This is one of my favourite albums from the glam rock era of the early seventies. Mott the Hoople was an ill-starred band from Herefordshire that was saved from obscurity by the timely gift of a song, “All the Young Dudes” by David Bowie, who also produced the album. It’s a solid play, through and through. As well as the fine title song, it has one of the three best versions of “Sweet Jane,” the band’s own “One of the Boys,” “Sea Driver,” and “Ready for Love,” all satisfying songs. At heart, the band was a low-key R&B combo that did not fit comfortably into the heavily arranged glam style. I don’t know if this album has any status as an official rock “classic”, but it has always remained in my pleasure playing repertoire. I’ve just acquired the 2006 remastered reissue, with seven bonus tracks.
Category Archives: CL - Listening 2010 - Page 2
Burial ― elegant dubstep
I only feel the urge to listen to dubstep occasionally. A lot of the stuff out there seems to be assembled from instructions, like Ikea furniture ― “lockstep” sometime seems a more appropriate genre name. Nobody can say that about the two albums by Burial (aka William Bevin): Burial (2006) and Untrue (2007). The rythms don’t feel mathematically locked in. They have a little bit of wiggle room. While I prefer Untrue, of the two, either one would be suitable to demonstrate to a doubter that dubstep can be emotionally satisfying.
Howard Hanson’s “Nordic” Symphony
Howard Hanson’s symphonies languished in relative obscurity until, shortly before he died, a movement of his second symphony was used by Ridley Scott for the closing credits of the film Alien. Since then, his music has been in demand. This shows just how accidental the rise and fall of musical reputations can be. A Swedish-American from Nebraska, Hanson composed in a relatively traditional style, little influenced by the academic trends of the 20th century. Musical sophisticates wrote him off as an anachronism. A recent book by Walter Simmons that discusses his work, as well as that of other “Neo-Romantic” Americans like Ernst Bloch, Samuel Barber, and Paul Creston, is aptly entitled Voice in the Wilderness. Read more »
First-time listening for July, 2010
22348. (Dave Brubeck Quartet) Jazz at Oberlin
22349. (Voodoo Glow Skulls) Firme
22350. Sri Lanka — Musiques Rituelles Et Religieuses Read more »
First-time listening for June, 2010
22259. (Bade Ghulam Ali Khan) The Greatest
22260. (Built to Spill) Keep it Like a Secret
22261. (Dodos) Time to Die Read more »
Bade Ghulam Ali Khan
This master of both the sarangi and vocals died in 1968. His voice had enormous range and sweetness, with which he interpreted the romantic thumri in a style fusing many different regional traditions. The album I own offers two long ragas and four short thumri, of which I preferred the latter, especially “Yaad Piya Ki Aaye”.
First-time listening for May, 2010
22160. (Jacques Lu Cont [aka Stuart Price] ) FabricLive.09, April 2003
22161. (Killers) Hot Fuss
22162. (Dutchess & the Duke) Sunset / Sunrise Read more »
Paul Abraham’s operettas
It’s pretty obvious that the American musical comedies, on stage and film, owed a lot to the Austro-Hungarian operettas. But the influence also moved in the other direction. I have an old vinyl with highlights of two operettas by Paul Abraham, Viktoria und ihr Husar (1930) and Die Blume von Hawaii (1931), and they display a strong influence from Jazz and Broadway. They were very popular in their day, but are now rather obscure. The second even has an American setting (Hawaii) and features songs sung in German with a comically intended American accent, and has English phrases scattered about in the lyrics. Abraham, a Jew, fled Europe shortly after these successes, only to wind up in a New York mental hospital in 1946. He recovered, and lived until 1960. Both are pleasant listening, with the added interest of demonstrating the cross-fertilization of popular music between Europe and America between the two wars.
First-time listening for April, 2010
22083. (Johann Sebastian Bach) Cantata #20 “O Ewigkeit, du Donnerwort (I)”, bwv.20
22084. (Johann Sebastian Bach) Cantata #21 “Ich hatte viel Bekümmernis”, bwv.21
22085. (A Sunny Day In Glasgow) Ashes Grammar Read more »
Beethoven’s Piano Concerto #1
None of Beethoven’s piano concertos have carved out any special place in my affections. I’m not sure why. They just don’t seem to move me like the symphonies, sonatas, or quartets do. Number One in C, Op.15 was actually composed in 1796–7, long after Number Two (1789). It has a few nice bits, but most of the time it sounds like warmed-over Hayden. Glen Gould composed cadenzas for it that brighten it up a bit.
A painting of Beethoven in 1803, seven years after composing the first piano concerto, shows him nothing like his later snarling, scowling image. In 1796, its probable date of composition, he would have still looked almost a teenager.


**Activity:**
Using the exact wording, repeat every line of the material.

◇ ◇ ◇

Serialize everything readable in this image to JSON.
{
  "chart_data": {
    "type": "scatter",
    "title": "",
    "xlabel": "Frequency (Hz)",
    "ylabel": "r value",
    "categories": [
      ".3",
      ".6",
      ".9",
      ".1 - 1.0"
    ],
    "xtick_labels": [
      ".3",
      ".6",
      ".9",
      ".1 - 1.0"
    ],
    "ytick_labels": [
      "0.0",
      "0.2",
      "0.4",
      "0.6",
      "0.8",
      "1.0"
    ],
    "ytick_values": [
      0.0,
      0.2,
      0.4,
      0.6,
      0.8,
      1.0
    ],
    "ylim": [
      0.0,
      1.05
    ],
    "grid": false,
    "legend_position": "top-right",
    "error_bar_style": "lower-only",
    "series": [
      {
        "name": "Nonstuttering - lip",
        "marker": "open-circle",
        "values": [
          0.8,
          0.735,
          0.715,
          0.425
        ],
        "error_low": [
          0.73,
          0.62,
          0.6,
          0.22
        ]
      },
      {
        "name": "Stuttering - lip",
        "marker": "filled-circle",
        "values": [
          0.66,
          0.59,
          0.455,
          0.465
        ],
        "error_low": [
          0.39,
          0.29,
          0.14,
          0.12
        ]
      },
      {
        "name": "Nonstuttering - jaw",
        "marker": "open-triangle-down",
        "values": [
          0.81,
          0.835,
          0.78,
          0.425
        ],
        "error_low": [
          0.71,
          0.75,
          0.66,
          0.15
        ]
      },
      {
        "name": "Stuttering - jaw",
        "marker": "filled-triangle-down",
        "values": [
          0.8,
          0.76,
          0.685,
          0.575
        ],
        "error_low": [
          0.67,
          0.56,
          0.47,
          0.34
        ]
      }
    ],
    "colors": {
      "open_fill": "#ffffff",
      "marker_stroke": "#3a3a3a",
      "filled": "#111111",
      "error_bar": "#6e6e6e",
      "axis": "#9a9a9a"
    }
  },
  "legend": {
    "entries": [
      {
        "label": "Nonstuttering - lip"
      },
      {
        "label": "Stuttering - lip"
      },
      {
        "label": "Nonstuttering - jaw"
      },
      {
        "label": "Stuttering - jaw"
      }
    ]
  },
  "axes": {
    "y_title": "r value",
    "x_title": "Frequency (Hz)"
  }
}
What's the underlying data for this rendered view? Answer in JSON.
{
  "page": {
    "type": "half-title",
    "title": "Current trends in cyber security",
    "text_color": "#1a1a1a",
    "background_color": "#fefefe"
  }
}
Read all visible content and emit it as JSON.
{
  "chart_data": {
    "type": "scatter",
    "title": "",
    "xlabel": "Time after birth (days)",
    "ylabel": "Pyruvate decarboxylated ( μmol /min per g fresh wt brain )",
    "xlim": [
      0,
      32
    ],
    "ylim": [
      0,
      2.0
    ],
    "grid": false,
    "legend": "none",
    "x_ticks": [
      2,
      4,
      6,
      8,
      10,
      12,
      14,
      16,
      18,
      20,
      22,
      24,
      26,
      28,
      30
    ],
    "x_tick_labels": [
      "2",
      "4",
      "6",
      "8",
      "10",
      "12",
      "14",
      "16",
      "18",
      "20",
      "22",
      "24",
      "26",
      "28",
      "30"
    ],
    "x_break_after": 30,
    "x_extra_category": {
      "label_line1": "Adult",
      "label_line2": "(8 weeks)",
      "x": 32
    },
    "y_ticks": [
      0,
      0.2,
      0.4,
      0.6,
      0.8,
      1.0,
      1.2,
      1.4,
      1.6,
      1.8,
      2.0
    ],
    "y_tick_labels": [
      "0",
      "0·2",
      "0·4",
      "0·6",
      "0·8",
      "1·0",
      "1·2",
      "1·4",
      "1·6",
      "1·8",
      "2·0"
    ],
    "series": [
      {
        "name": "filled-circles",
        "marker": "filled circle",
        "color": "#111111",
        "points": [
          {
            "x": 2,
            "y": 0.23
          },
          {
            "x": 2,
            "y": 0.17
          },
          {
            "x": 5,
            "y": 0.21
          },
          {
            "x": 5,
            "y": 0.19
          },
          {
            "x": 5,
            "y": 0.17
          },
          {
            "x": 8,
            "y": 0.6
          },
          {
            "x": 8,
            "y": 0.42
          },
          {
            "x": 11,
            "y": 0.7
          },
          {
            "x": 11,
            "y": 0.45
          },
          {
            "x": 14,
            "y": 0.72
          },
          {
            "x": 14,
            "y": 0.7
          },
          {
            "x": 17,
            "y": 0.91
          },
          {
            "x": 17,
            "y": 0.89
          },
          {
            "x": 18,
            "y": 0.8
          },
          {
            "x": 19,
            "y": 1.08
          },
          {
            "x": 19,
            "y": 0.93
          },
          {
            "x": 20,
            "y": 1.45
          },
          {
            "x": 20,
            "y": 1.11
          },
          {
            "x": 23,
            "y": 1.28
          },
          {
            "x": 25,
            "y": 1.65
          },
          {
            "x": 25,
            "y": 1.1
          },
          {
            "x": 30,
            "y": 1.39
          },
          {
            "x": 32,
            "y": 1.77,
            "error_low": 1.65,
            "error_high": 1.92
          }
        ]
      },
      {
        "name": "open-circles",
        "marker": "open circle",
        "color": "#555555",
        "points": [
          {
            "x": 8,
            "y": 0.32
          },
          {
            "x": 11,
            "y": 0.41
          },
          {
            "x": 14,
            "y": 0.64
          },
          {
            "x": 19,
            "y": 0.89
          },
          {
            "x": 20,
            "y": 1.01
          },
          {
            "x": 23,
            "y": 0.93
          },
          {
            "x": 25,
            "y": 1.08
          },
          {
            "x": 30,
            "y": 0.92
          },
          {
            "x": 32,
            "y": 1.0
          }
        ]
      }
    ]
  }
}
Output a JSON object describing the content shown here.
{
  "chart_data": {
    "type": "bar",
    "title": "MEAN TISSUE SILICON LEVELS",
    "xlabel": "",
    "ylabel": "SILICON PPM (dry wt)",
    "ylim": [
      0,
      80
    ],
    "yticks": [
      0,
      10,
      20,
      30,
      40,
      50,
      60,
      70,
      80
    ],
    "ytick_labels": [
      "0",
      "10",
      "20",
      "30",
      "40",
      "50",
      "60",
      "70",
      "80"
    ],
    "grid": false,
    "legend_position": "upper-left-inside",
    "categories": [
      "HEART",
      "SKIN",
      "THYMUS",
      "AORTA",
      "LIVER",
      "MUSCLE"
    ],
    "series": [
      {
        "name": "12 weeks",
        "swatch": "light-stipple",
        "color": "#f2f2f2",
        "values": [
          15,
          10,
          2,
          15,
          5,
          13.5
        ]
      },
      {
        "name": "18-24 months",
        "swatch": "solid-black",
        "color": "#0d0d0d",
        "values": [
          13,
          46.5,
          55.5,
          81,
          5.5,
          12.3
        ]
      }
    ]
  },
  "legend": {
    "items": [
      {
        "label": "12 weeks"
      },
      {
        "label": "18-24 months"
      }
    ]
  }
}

◇ ◇ ◇

**Final answer:**
Serialize everything readable in this image to JSON.
{
  "chart_data": {
    "type": "scatter",
    "title": "",
    "xlabel": "Frequency (Hz)",
    "ylabel": "r value",
    "categories": [
      ".3",
      ".6",
      ".9",
      ".1 - 1.0"
    ],
    "xtick_labels": [
      ".3",
      ".6",
      ".9",
      ".1 - 1.0"
    ],
    "ytick_labels": [
      "0.0",
      "0.2",
      "0.4",
      "0.6",
      "0.8",
      "1.0"
    ],
    "ytick_values": [
      0.0,
      0.2,
      0.4,
      0.6,
      0.8,
      1.0
    ],
    "ylim": [
      0.0,
      1.05
    ],
    "grid": false,
    "legend_position": "top-right",
    "error_bar_style": "lower-only",
    "series": [
      {
        "name": "Nonstuttering - lip",
        "marker": "open-circle",
        "values": [
          0.8,
          0.735,
          0.715,
          0.425
        ],
        "error_low": [
          0.73,
          0.62,
          0.6,
          0.22
        ]
      },
      {
        "name": "Stuttering - lip",
        "marker": "filled-circle",
        "values": [
          0.66,
          0.59,
          0.455,
          0.465
        ],
        "error_low": [
          0.39,
          0.29,
          0.14,
          0.12
        ]
      },
      {
        "name": "Nonstuttering - jaw",
        "marker": "open-triangle-down",
        "values": [
          0.81,
          0.835,
          0.78,
          0.425
        ],
        "error_low": [
          0.71,
          0.75,
          0.66,
          0.15
        ]
      },
      {
        "name": "Stuttering - jaw",
        "marker": "filled-triangle-down",
        "values": [
          0.8,
          0.76,
          0.685,
          0.575
        ],
        "error_low": [
          0.67,
          0.56,
          0.47,
          0.34
        ]
      }
    ],
    "colors": {
      "open_fill": "#ffffff",
      "marker_stroke": "#3a3a3a",
      "filled": "#111111",
      "error_bar": "#6e6e6e",
      "axis": "#9a9a9a"
    }
  },
  "legend": {
    "entries": [
      {
        "label": "Nonstuttering - lip"
      },
      {
        "label": "Stuttering - lip"
      },
      {
        "label": "Nonstuttering - jaw"
      },
      {
        "label": "Stuttering - jaw"
      }
    ]
  },
  "axes": {
    "y_title": "r value",
    "x_title": "Frequency (Hz)"
  }
}
What's the underlying data for this rendered view? Answer in JSON.
{
  "page": {
    "type": "half-title",
    "title": "Current trends in cyber security",
    "text_color": "#1a1a1a",
    "background_color": "#fefefe"
  }
}
Read all visible content and emit it as JSON.
{
  "chart_data": {
    "type": "scatter",
    "title": "",
    "xlabel": "Time after birth (days)",
    "ylabel": "Pyruvate decarboxylated ( μmol /min per g fresh wt brain )",
    "xlim": [
      0,
      32
    ],
    "ylim": [
      0,
      2.0
    ],
    "grid": false,
    "legend": "none",
    "x_ticks": [
      2,
      4,
      6,
      8,
      10,
      12,
      14,
      16,
      18,
      20,
      22,
      24,
      26,
      28,
      30
    ],
    "x_tick_labels": [
      "2",
      "4",
      "6",
      "8",
      "10",
      "12",
      "14",
      "16",
      "18",
      "20",
      "22",
      "24",
      "26",
      "28",
      "30"
    ],
    "x_break_after": 30,
    "x_extra_category": {
      "label_line1": "Adult",
      "label_line2": "(8 weeks)",
      "x": 32
    },
    "y_ticks": [
      0,
      0.2,
      0.4,
      0.6,
      0.8,
      1.0,
      1.2,
      1.4,
      1.6,
      1.8,
      2.0
    ],
    "y_tick_labels": [
      "0",
      "0·2",
      "0·4",
      "0·6",
      "0·8",
      "1·0",
      "1·2",
      "1·4",
      "1·6",
      "1·8",
      "2·0"
    ],
    "series": [
      {
        "name": "filled-circles",
        "marker": "filled circle",
        "color": "#111111",
        "points": [
          {
            "x": 2,
            "y": 0.23
          },
          {
            "x": 2,
            "y": 0.17
          },
          {
            "x": 5,
            "y": 0.21
          },
          {
            "x": 5,
            "y": 0.19
          },
          {
            "x": 5,
            "y": 0.17
          },
          {
            "x": 8,
            "y": 0.6
          },
          {
            "x": 8,
            "y": 0.42
          },
          {
            "x": 11,
            "y": 0.7
          },
          {
            "x": 11,
            "y": 0.45
          },
          {
            "x": 14,
            "y": 0.72
          },
          {
            "x": 14,
            "y": 0.7
          },
          {
            "x": 17,
            "y": 0.91
          },
          {
            "x": 17,
            "y": 0.89
          },
          {
            "x": 18,
            "y": 0.8
          },
          {
            "x": 19,
            "y": 1.08
          },
          {
            "x": 19,
            "y": 0.93
          },
          {
            "x": 20,
            "y": 1.45
          },
          {
            "x": 20,
            "y": 1.11
          },
          {
            "x": 23,
            "y": 1.28
          },
          {
            "x": 25,
            "y": 1.65
          },
          {
            "x": 25,
            "y": 1.1
          },
          {
            "x": 30,
            "y": 1.39
          },
          {
            "x": 32,
            "y": 1.77,
            "error_low": 1.65,
            "error_high": 1.92
          }
        ]
      },
      {
        "name": "open-circles",
        "marker": "open circle",
        "color": "#555555",
        "points": [
          {
            "x": 8,
            "y": 0.32
          },
          {
            "x": 11,
            "y": 0.41
          },
          {
            "x": 14,
            "y": 0.64
          },
          {
            "x": 19,
            "y": 0.89
          },
          {
            "x": 20,
            "y": 1.01
          },
          {
            "x": 23,
            "y": 0.93
          },
          {
            "x": 25,
            "y": 1.08
          },
          {
            "x": 30,
            "y": 0.92
          },
          {
            "x": 32,
            "y": 1.0
          }
        ]
      }
    ]
  }
}
Output a JSON object describing the content shown here.
{
  "chart_data": {
    "type": "bar",
    "title": "MEAN TISSUE SILICON LEVELS",
    "xlabel": "",
    "ylabel": "SILICON PPM (dry wt)",
    "ylim": [
      0,
      80
    ],
    "yticks": [
      0,
      10,
      20,
      30,
      40,
      50,
      60,
      70,
      80
    ],
    "ytick_labels": [
      "0",
      "10",
      "20",
      "30",
      "40",
      "50",
      "60",
      "70",
      "80"
    ],
    "grid": false,
    "legend_position": "upper-left-inside",
    "categories": [
      "HEART",
      "SKIN",
      "THYMUS",
      "AORTA",
      "LIVER",
      "MUSCLE"
    ],
    "series": [
      {
        "name": "12 weeks",
        "swatch": "light-stipple",
        "color": "#f2f2f2",
        "values": [
          15,
          10,
          2,
          15,
          5,
          13.5
        ]
      },
      {
        "name": "18-24 months",
        "swatch": "solid-black",
        "color": "#0d0d0d",
        "values": [
          13,
          46.5,
          55.5,
          81,
          5.5,
          12.3
        ]
      }
    ]
  },
  "legend": {
    "items": [
      {
        "label": "12 weeks"
      },
      {
        "label": "18-24 months"
      }
    ]
  }
}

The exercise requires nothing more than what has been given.